The economic crisis of the past few years has been like living in a desert. It has left many high and dry and thirsty for change. Many find Congress’ fight over raising the debt limit ridiculous and the long debate has angered most. The fight over the budget cuts has negatively and disproportionately impacted the poor and middle class. We are living in a prophetic moment of change in America. Times are hard for the desert-poor of America.
Ahab in II Kings 18: 17 calls Elijah a “trouble maker,” and Elijah responds, “It’s not I…but you and your government – you’ve dumped God’s ways and commands and run off after the local gods, the Baals.” This, to many, is what some political leaders are doing, blaming the poor, calling us “trouble makers.” As a result, for years we’ve been in a terrible drought, people are starving, hungry for jobs, housing and food.
In Miami-Dade County, the mayor is proposing cutting Head Start programs and staff and privatizing it, as if cuts in one area can solve and balance the county’s fiscal woes. Nationally and locally, the poor are first to lose retirement benefits, Medicare, Medicaid and school subsidy and to get the unemployment ax.
As a former political science major at Howard University, I know the arguments against raising taxes on the rich and the impact it “might have” on business. But I fail to understand why, in these hard times, any politician cannot see the wisdom of having all constituents suffer equally through this economic mess.
Our leaders are seeking options and solutions without reading the political weather signs. All of us should feel uncomfortable about the poverty in black and brown America, yet many of the rich — not all — are fighting against paying their fair share of taxes. There are men like Warren Buffet, one of the world’s richest men, who publicly stated, “The solution should be a balanced approach between cutting spending and raising the taxes of the rich.”
The Pew Research Center, just released the findings of a new study showing that, between 2005 and 2009, the percentage of black Americans with negative or zero wealth has increased from 29 percent to 35 percent, while white America’s total wealth has grown to 20 times that of black America. Admittedly, all wealth has declined but white negative wealth only increased by four percent, from 11 percent to 15 percent.
The study also states this is the worst widening of the wealth gap between the rich and the poor since the Federal government started keeping track 25 years ago.
With so great an economic drought, poverty, loss of wealth, jobs and housing, somehow I can still smell the coming rain of blessings. Elijah, in II Kings 18:21, asked the people, “How long are you going to sit on the fence?” And I ask you today, “Can’t you smell the rain?”
God is answering our prayers through these political struggles and this is causing the voting public to increase their scrutiny. Politicians, especially, need to be careful, as the former Miami-Dade Mayor Carlos Alvarez can attest, having been recalled from office. People are not stupid; they are watching like never before. Unfortunately, so many of us remain ignorant concerning the ways of the Holy Spirit and cannot sense God’s movement in sending the needed rain.
As Elijah’s story ends (II Kings 18:41-46), “Elijah says to Ahab, ‘Up on your feet! Eat and drink – celebrate! Rain is on the way; I hear it coming.’” So, Ahab did as instructed but then said to his young servant, “You, too, on your feet, go look toward the sea.” Seeing nothing the first time, Elijah tells him, “Keep looking, seven times if necessary.” Finally, sure enough, on the seventh time, he said, “Oh, yes, I see a cloud! But a very small cloud, no bigger than some one’s hand, rising out of the sea.” Elijah tells the servant, “Hitch up your chariot and go down and tell Ahab before the rain stops you.”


What you will do: Identify every line in the records below that contains the word "this", and copy each of those lines.

Dataset entries on figures

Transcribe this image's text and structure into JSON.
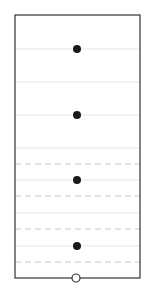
{
  "chart_data": {
    "type": "scatter",
    "title": "",
    "xlabel": "",
    "ylabel": "",
    "frame": {
      "left": 15,
      "top": 15,
      "right": 140,
      "bottom": 278
    },
    "solid_gridlines_y": [
      49,
      82,
      115,
      148,
      180,
      213,
      246
    ],
    "dashed_gridlines_y": [
      164,
      196,
      229,
      262
    ],
    "points": [
      {
        "x": 77,
        "y": 49,
        "style": "filled"
      },
      {
        "x": 77,
        "y": 115,
        "style": "filled"
      },
      {
        "x": 77,
        "y": 180,
        "style": "filled"
      },
      {
        "x": 77,
        "y": 246,
        "style": "filled"
      },
      {
        "x": 76,
        "y": 278,
        "style": "open"
      }
    ],
    "colors": {
      "frame": "#333333",
      "grid": "#e6e6e6",
      "dashed": "#c8c8c8",
      "point": "#1a1a1a"
    },
    "grid": true,
    "legend": null
  }
}
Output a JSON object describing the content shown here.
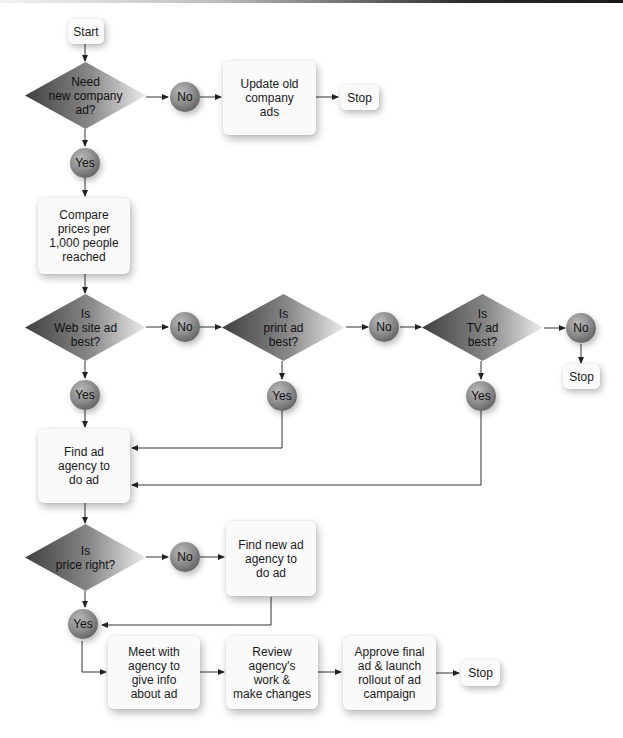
{
  "flowchart": {
    "start": "Start",
    "decision_new_ad": [
      "Need",
      "new company",
      "ad?"
    ],
    "no_1": "No",
    "update_old_ads": [
      "Update old",
      "company",
      "ads"
    ],
    "stop_1": "Stop",
    "yes_1": "Yes",
    "compare_prices": [
      "Compare",
      "prices per",
      "1,000 people",
      "reached"
    ],
    "decision_web": [
      "Is",
      "Web site ad",
      "best?"
    ],
    "no_web": "No",
    "decision_print": [
      "Is",
      "print ad",
      "best?"
    ],
    "no_print": "No",
    "decision_tv": [
      "Is",
      "TV ad",
      "best?"
    ],
    "no_tv": "No",
    "stop_tv": "Stop",
    "yes_web": "Yes",
    "yes_print": "Yes",
    "yes_tv": "Yes",
    "find_agency": [
      "Find ad",
      "agency to",
      "do ad"
    ],
    "decision_price": [
      "Is",
      "price right?"
    ],
    "no_price": "No",
    "find_new_agency": [
      "Find new ad",
      "agency to",
      "do ad"
    ],
    "yes_price": "Yes",
    "meet_agency": [
      "Meet with",
      "agency to",
      "give info",
      "about ad"
    ],
    "review_work": [
      "Review",
      "agency's",
      "work &",
      "make changes"
    ],
    "approve_final": [
      "Approve final",
      "ad & launch",
      "rollout of ad",
      "campaign"
    ],
    "stop_final": "Stop"
  },
  "colors": {
    "diamond_dark": "#4a4a4a",
    "diamond_light": "#e6e6e6",
    "box_fill": "#fafafa",
    "connector": "#222222"
  }
}
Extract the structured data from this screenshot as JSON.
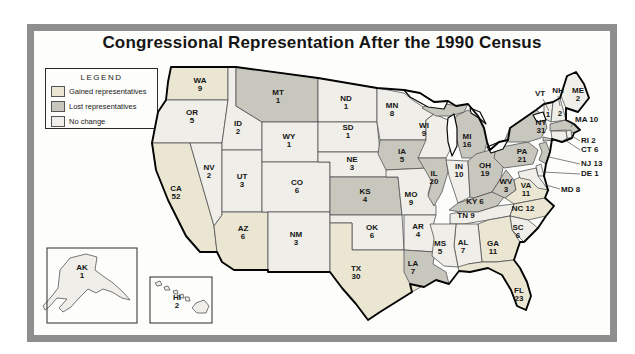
{
  "map": {
    "title": "Congressional Representation After the 1990 Census"
  },
  "legend": {
    "title": "LEGEND",
    "items": [
      {
        "key": "gained",
        "label": "Gained representatives",
        "color": "#ebe6d2"
      },
      {
        "key": "lost",
        "label": "Lost representatives",
        "color": "#c8c7bd"
      },
      {
        "key": "nochange",
        "label": "No change",
        "color": "#efeee8"
      }
    ]
  },
  "frame_color": "#8e8e8e",
  "states": [
    {
      "abbr": "WA",
      "seats": 9,
      "status": "gained"
    },
    {
      "abbr": "OR",
      "seats": 5,
      "status": "nochange"
    },
    {
      "abbr": "CA",
      "seats": 52,
      "status": "gained"
    },
    {
      "abbr": "NV",
      "seats": 2,
      "status": "nochange"
    },
    {
      "abbr": "ID",
      "seats": 2,
      "status": "nochange"
    },
    {
      "abbr": "UT",
      "seats": 3,
      "status": "nochange"
    },
    {
      "abbr": "AZ",
      "seats": 6,
      "status": "gained"
    },
    {
      "abbr": "MT",
      "seats": 1,
      "status": "lost"
    },
    {
      "abbr": "WY",
      "seats": 1,
      "status": "nochange"
    },
    {
      "abbr": "CO",
      "seats": 6,
      "status": "nochange"
    },
    {
      "abbr": "NM",
      "seats": 3,
      "status": "nochange"
    },
    {
      "abbr": "ND",
      "seats": 1,
      "status": "nochange"
    },
    {
      "abbr": "SD",
      "seats": 1,
      "status": "nochange"
    },
    {
      "abbr": "NE",
      "seats": 3,
      "status": "nochange"
    },
    {
      "abbr": "KS",
      "seats": 4,
      "status": "lost"
    },
    {
      "abbr": "OK",
      "seats": 6,
      "status": "nochange"
    },
    {
      "abbr": "TX",
      "seats": 30,
      "status": "gained"
    },
    {
      "abbr": "MN",
      "seats": 8,
      "status": "nochange"
    },
    {
      "abbr": "IA",
      "seats": 5,
      "status": "lost"
    },
    {
      "abbr": "MO",
      "seats": 9,
      "status": "nochange"
    },
    {
      "abbr": "AR",
      "seats": 4,
      "status": "nochange"
    },
    {
      "abbr": "LA",
      "seats": 7,
      "status": "lost"
    },
    {
      "abbr": "WI",
      "seats": 9,
      "status": "nochange"
    },
    {
      "abbr": "IL",
      "seats": 20,
      "status": "lost"
    },
    {
      "abbr": "IN",
      "seats": 10,
      "status": "nochange"
    },
    {
      "abbr": "MI",
      "seats": 16,
      "status": "lost"
    },
    {
      "abbr": "OH",
      "seats": 19,
      "status": "lost"
    },
    {
      "abbr": "KY",
      "seats": 6,
      "status": "lost"
    },
    {
      "abbr": "TN",
      "seats": 9,
      "status": "nochange"
    },
    {
      "abbr": "WV",
      "seats": 3,
      "status": "lost"
    },
    {
      "abbr": "VA",
      "seats": 11,
      "status": "gained"
    },
    {
      "abbr": "NC",
      "seats": 12,
      "status": "gained"
    },
    {
      "abbr": "SC",
      "seats": 6,
      "status": "nochange"
    },
    {
      "abbr": "GA",
      "seats": 11,
      "status": "gained"
    },
    {
      "abbr": "AL",
      "seats": 7,
      "status": "nochange"
    },
    {
      "abbr": "MS",
      "seats": 5,
      "status": "nochange"
    },
    {
      "abbr": "FL",
      "seats": 23,
      "status": "gained"
    },
    {
      "abbr": "PA",
      "seats": 21,
      "status": "lost"
    },
    {
      "abbr": "NY",
      "seats": 31,
      "status": "lost"
    },
    {
      "abbr": "VT",
      "seats": 1,
      "status": "nochange"
    },
    {
      "abbr": "NH",
      "seats": 2,
      "status": "nochange"
    },
    {
      "abbr": "ME",
      "seats": 2,
      "status": "nochange"
    },
    {
      "abbr": "MA",
      "seats": 10,
      "status": "lost"
    },
    {
      "abbr": "RI",
      "seats": 2,
      "status": "nochange"
    },
    {
      "abbr": "CT",
      "seats": 6,
      "status": "nochange"
    },
    {
      "abbr": "NJ",
      "seats": 13,
      "status": "lost"
    },
    {
      "abbr": "DE",
      "seats": 1,
      "status": "nochange"
    },
    {
      "abbr": "MD",
      "seats": 8,
      "status": "nochange"
    },
    {
      "abbr": "AK",
      "seats": 1,
      "status": "nochange"
    },
    {
      "abbr": "HI",
      "seats": 2,
      "status": "nochange"
    }
  ]
}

Answer box:
Transcribe this image's text and structure into JSON.
Extract the structured data from this screenshot as JSON.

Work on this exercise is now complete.